The 20-Minute AI Audit: Find Where AI Actually Fits in Your Business
Most AI advice is happy to tell you that you should use AI. Almost none of it tells you where, inside your specific business, during your specific week. So you end up staring at a blinking cursor, unsure what to even type.
Let's fix that. Twenty minutes, a timer, a notepad. We will find the exact spots where AI earns its keep for you, and, just as usefully, the spots where it will not.
No tech background required. Just an honest look at how your week really goes.
Minutes 0 to 7: Dump your week onto paper
Write down every recurring task you or your team touched in the last seven days. Skip the big projects. You want the small repeating stuff, the texture of an ordinary week.

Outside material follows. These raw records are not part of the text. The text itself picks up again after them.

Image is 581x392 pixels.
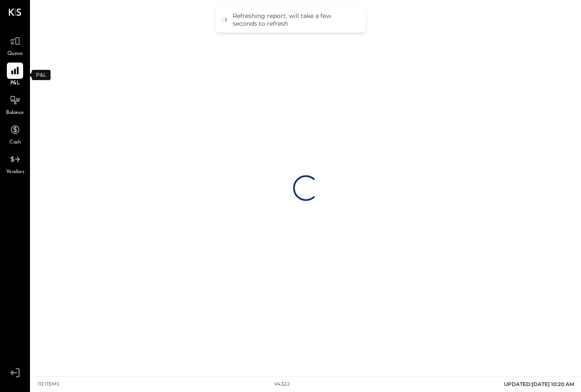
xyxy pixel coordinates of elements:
[1,33,30,58] a: Queue
[10,79,20,87] span: P&L
[1,151,30,176] a: Vendors
[32,70,50,80] div: P&L
[9,139,20,146] span: Cash
[6,109,24,117] span: Balance
[38,380,60,388] div: 112 items
[7,50,23,58] span: Queue
[1,63,30,87] a: P&L
[6,168,25,176] span: Vendors
[274,380,290,388] div: v 4.32.2
[504,380,574,387] span: UPDATED: [DATE] 10:20 AM
[233,12,357,27] div: Refreshing report, will take a few seconds to refresh
[1,92,30,117] a: Balance
[1,122,30,146] a: Cash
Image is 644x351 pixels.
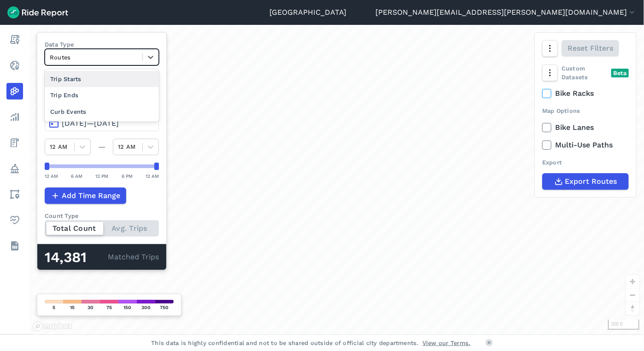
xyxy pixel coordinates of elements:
[45,104,159,120] div: Curb Events
[29,25,644,335] div: loading
[543,140,629,151] label: Multi-Use Paths
[45,40,159,49] label: Data Type
[6,134,23,151] a: Fees
[543,64,629,81] div: Custom Datasets
[6,212,23,229] a: Health
[270,7,347,18] a: [GEOGRAPHIC_DATA]
[91,141,113,153] div: —
[6,160,23,177] a: Policy
[62,119,119,127] span: [DATE]—[DATE]
[612,68,629,77] div: Beta
[121,172,133,180] div: 6 PM
[565,176,617,187] span: Export Routes
[146,172,159,180] div: 12 AM
[6,57,23,74] a: Realtime
[568,42,614,54] span: Reset Filters
[543,158,629,166] div: Export
[543,88,629,99] label: Bike Racks
[71,172,82,180] div: 6 AM
[6,31,23,48] a: Report
[45,187,127,205] button: Add Time Range
[45,114,159,132] button: [DATE]—[DATE]
[543,122,629,133] label: Bike Lanes
[543,173,629,190] button: Export Routes
[45,211,159,220] div: Count Type
[423,339,471,348] a: View our Terms.
[6,237,23,254] a: Datasets
[543,107,629,115] div: Map Options
[45,172,58,180] div: 12 AM
[45,71,159,87] div: Trip Starts
[8,6,68,18] img: Ride Report
[37,244,166,270] div: Matched Trips
[375,7,637,18] button: [PERSON_NAME][EMAIL_ADDRESS][PERSON_NAME][DOMAIN_NAME]
[562,40,620,56] button: Reset Filters
[62,191,120,201] span: Add Time Range
[6,186,23,203] a: Areas
[6,108,23,126] a: Analyze
[96,172,108,180] div: 12 PM
[45,87,159,103] div: Trip Ends
[45,251,107,263] div: 14,381
[6,83,23,100] a: Heatmaps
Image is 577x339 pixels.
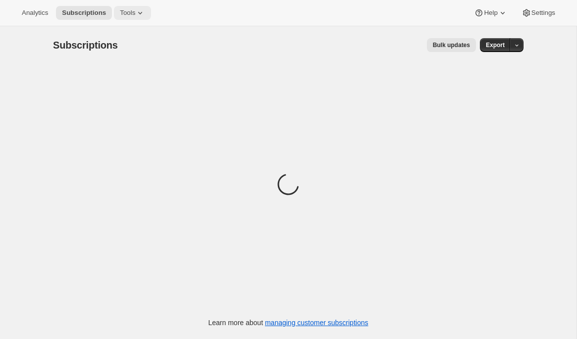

Things like answering the same three customer questions, sending follow-ups, writing social posts, sorting receipts, building quotes, updating the spreadsheet, scheduling, chasing unpaid invoices, drafting the same handful of emails on a loop.
Do not filter yet. Just get it all down. Most owners are a little startled by how long the list runs, and that long list is exactly the point. Every line on it is a candidate.
Minutes 7 to 14: Score each task on two questions
Now go back down the list and tag each item with two fast judgments.
How often does this repeat? Daily, weekly, monthly, rarely. The more often it comes around, the more a small fix compounds.
How much real judgment does it need? Be honest here. Judgment means it genuinely calls for your taste, your relationships, or a decision only you can make. A surprising amount of what feels important turns out to be routine wearing a tie.
That gives you a simple map:
- Repeats often + low judgment → this is the gold. Top of the pile.
- Repeats often + high judgment → AI assists here, drafts and options, but you stay in the chair.
- Rare + low judgment → not worth automating yet. Just do it.
- Rare + high judgment → leave it fully to a human. This is your real work.
Minutes 14 to 18: Pick your first three
From the gold pile, circle the three tasks that drain you the most. The ones you actually sigh about. For each, write one sentence describing what "done" looks like, the way you would explain it to a new hire on day one.
Something like: "Every morning, summarize the last day of email and tell me the five things that need me." Or: "Turn the photos I forward into a categorized expense list." That single sentence is the seed of a workflow. You just wrote the spec without noticing.
This is also where you catch what AI should not touch. The pricing call that hinges on knowing the client. The hard conversation. The creative decision at the heart of your craft. Crossing those off is part of the audit too. Knowing what to protect is worth as much as knowing what to hand off.
Minutes 18 to 20: Choose one and commit
Out of your three, pick the single easiest one to test. Not the most important, the easiest. You want a quick win that proves the idea before you sink more time into it.
Then commit to one concrete step this week. Spend twenty quiet minutes walking an AI through that task the slow way, the same way you would train a person, and watch how close it lands. You are not building a system yet. You are running an experiment.
What the audit usually reveals
When owners actually sit down and do this, two things surface almost every time.
First, there is far more repeatable, low-judgment work buried in the week than they guessed, often hours of it hiding in plain sight. That part is reassuring, because it means the time back is real and close.
Second, the highest-value uses are almost never the flashy ones. It is not a robot standing in for you. It is the quiet removal of the twenty small tasks wedged between you and the work only you can do.
That is the whole game. AI is not about doing everything. It is about clearing the runway so you can do the few things that actually matter.
Your move
You now have a ranked list, a protected list, and one experiment lined up for this week. That alone puts you ahead of most owners, who are still waiting for someone to hand them a starting point.
Run the experiment. Keep what works, toss what doesn't. Then come back to the list and pick the next one.
Did the audit, not sure what to build first?
Bring your list to Nalo Seed. In a free consultation we will look at your top candidates together and tell you straight which ones are worth automating, which to leave alone, and how to build the first one, no jargon, no pressure.